How Fat cadherin proteins help tissues grow and shape organs

Regulation of tissue growth and morphogenesis by Fat cadherins

NIH-funded research State University New York Stony Brook · NIH-11176715

This project looks at how proteins called Fat cadherins help tissues grow and take the correct shape, with relevance to certain developmental syndromes and some cancers.

Quick facts

Grant typeNIH-funded research
Study typeNIH-funded research
Funding institutionState University New York Stony Brook NIH-funded
Lab location1 site (Stony Brook, United States)
Project IDNIH-11176715 on NIH RePORTER

What this research studies

Researchers will use the fruit fly (Drosophila), a common lab model, to follow how the Fat and Dachsous cadherin proteins organize cells during development. They will use genetic tools and cell biology to see how these proteins control Hippo signaling and planar cell polarity, two systems that tell cells when and how to grow. The team will examine how vesicle trafficking moves and remodels cadherin junctions to allow tissues to change shape. Findings will be used to build a clearer picture of how mutations cause congenital syndromes and how similar pathways may be involved in cancer.

Who could benefit from this research

Good fit: People with Van Maldergem or Hennekam syndromes, or patients whose tumors have alterations in FAT/DCHS pathway genes, are most directly relevant to the goals of this research.

Not a fit: Patients with unrelated conditions or those seeking immediate clinical treatments are unlikely to receive direct benefit from this basic lab-based fly genetics project.

Why it matters

Potential benefit: If successful, this work could reveal molecular targets and mechanisms that inform future treatments for Van Maldergem and Hennekam syndromes and point to new pathways relevant to some cancers.

How similar studies have performed: Previous animal and cell studies have linked Fat and Dachsous to Hippo signaling and tissue patterning, but the role of vesicle trafficking and the detailed mechanisms proposed here are relatively novel.

Where this research is happening

Stony Brook, United States

Researchers

About this research

  1. This is an active NIH-funded research project — typically early-stage science, not a clinical trial accepting patient enrollment.
  2. Some NIH-funded labs run parallel clinical studies or seek volunteers for related work. To check, contact the principal investigator or institution listed above.
  3. For full project details, budget, and progress reports, visit the official NIH RePORTER page below.
Conditions Cancers
Last reviewed 2026-06-13 by the Find a Trial editorial team. Information on this page is for educational purposes and is not medical advice. Always consult qualified healthcare professionals about clinical trial participation.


> _Exercise_
A single count is required: the lines of the data below in which the word "group" occurs.

> _Supplied data_
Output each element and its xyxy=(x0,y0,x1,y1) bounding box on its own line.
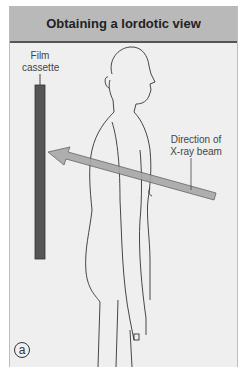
xray-beam-label-line1: Direction of xyxy=(164,134,228,146)
panel-letter-badge: a xyxy=(14,342,30,358)
film-cassette-label: Film cassette xyxy=(22,50,58,74)
xray-beam-label-line2: X-ray beam xyxy=(164,146,228,158)
film-cassette-label-line2: cassette xyxy=(22,62,58,74)
film-cassette-label-line1: Film xyxy=(22,50,58,62)
xray-beam-label: Direction of X-ray beam xyxy=(164,134,228,158)
film-cassette-icon xyxy=(35,74,45,259)
patient-figure-icon xyxy=(86,47,155,367)
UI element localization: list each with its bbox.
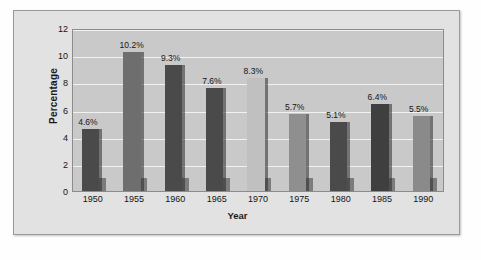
y-tick-label: 4 bbox=[46, 133, 68, 143]
bar-group: 5.1% bbox=[321, 30, 362, 191]
y-tick-label: 6 bbox=[46, 106, 68, 116]
x-tick-label: 1985 bbox=[361, 194, 402, 204]
bar-value-label: 6.4% bbox=[368, 92, 385, 102]
x-tick-label: 1980 bbox=[320, 194, 361, 204]
bar[interactable]: 7.6% bbox=[206, 88, 223, 191]
scanned-page: Percentage 024681012 4.6%10.2%9.3%7.6%8.… bbox=[0, 0, 481, 260]
y-tick-label: 12 bbox=[46, 24, 68, 34]
x-tick-label: 1965 bbox=[196, 194, 237, 204]
bar-value-label: 5.5% bbox=[409, 104, 426, 114]
chart-frame: Percentage 024681012 4.6%10.2%9.3%7.6%8.… bbox=[13, 10, 460, 235]
bar-group: 5.7% bbox=[280, 30, 321, 191]
bar-side-face bbox=[265, 78, 268, 191]
x-axis-title: Year bbox=[14, 210, 461, 221]
bar[interactable]: 5.7% bbox=[289, 114, 306, 191]
x-tick-label: 1960 bbox=[155, 194, 196, 204]
bar-value-label: 10.2% bbox=[120, 40, 137, 50]
bar[interactable]: 9.3% bbox=[165, 65, 182, 191]
bar-value-label: 9.3% bbox=[161, 53, 178, 63]
x-tick-label: 1970 bbox=[237, 194, 278, 204]
bar-group: 8.3% bbox=[238, 30, 279, 191]
bar-group: 9.3% bbox=[156, 30, 197, 191]
bar-side-face bbox=[389, 104, 392, 191]
bars-layer: 4.6%10.2%9.3%7.6%8.3%5.7%5.1%6.4%5.5% bbox=[73, 30, 443, 191]
bar-side-face bbox=[182, 65, 185, 191]
x-tick-label: 1975 bbox=[279, 194, 320, 204]
bar-value-label: 5.7% bbox=[285, 102, 302, 112]
y-tick-label: 0 bbox=[46, 187, 68, 197]
y-tick-label: 10 bbox=[46, 51, 68, 61]
y-tick-label: 8 bbox=[46, 78, 68, 88]
bar-side-face bbox=[306, 114, 309, 191]
x-tick-label: 1950 bbox=[72, 194, 113, 204]
bar-group: 6.4% bbox=[362, 30, 403, 191]
bar[interactable]: 10.2% bbox=[123, 52, 140, 191]
bar[interactable]: 4.6% bbox=[82, 129, 99, 191]
bar-side-face bbox=[223, 88, 226, 191]
bar-value-label: 7.6% bbox=[202, 76, 219, 86]
bar-value-label: 5.1% bbox=[326, 110, 343, 120]
plot-area: 4.6%10.2%9.3%7.6%8.3%5.7%5.1%6.4%5.5% bbox=[72, 29, 444, 192]
bar-value-label: 4.6% bbox=[78, 117, 95, 127]
bar-group: 5.5% bbox=[404, 30, 445, 191]
bar[interactable]: 5.1% bbox=[330, 122, 347, 191]
x-tick-label: 1990 bbox=[403, 194, 444, 204]
bar[interactable]: 8.3% bbox=[247, 78, 264, 191]
bar-group: 4.6% bbox=[73, 30, 114, 191]
bar[interactable]: 5.5% bbox=[413, 116, 430, 191]
bar-side-face bbox=[347, 122, 350, 191]
x-tick-label: 1955 bbox=[113, 194, 154, 204]
bar-side-face bbox=[99, 129, 102, 191]
bar-group: 10.2% bbox=[114, 30, 155, 191]
bar-value-label: 8.3% bbox=[244, 66, 261, 76]
x-axis-tick-labels: 195019551960196519701975198019851990 bbox=[72, 194, 444, 210]
bar[interactable]: 6.4% bbox=[371, 104, 388, 191]
bar-side-face bbox=[430, 116, 433, 191]
bar-group: 7.6% bbox=[197, 30, 238, 191]
y-axis-tick-labels: 024681012 bbox=[42, 29, 68, 192]
y-tick-label: 2 bbox=[46, 160, 68, 170]
bar-side-face bbox=[141, 52, 144, 191]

> _Task result_
9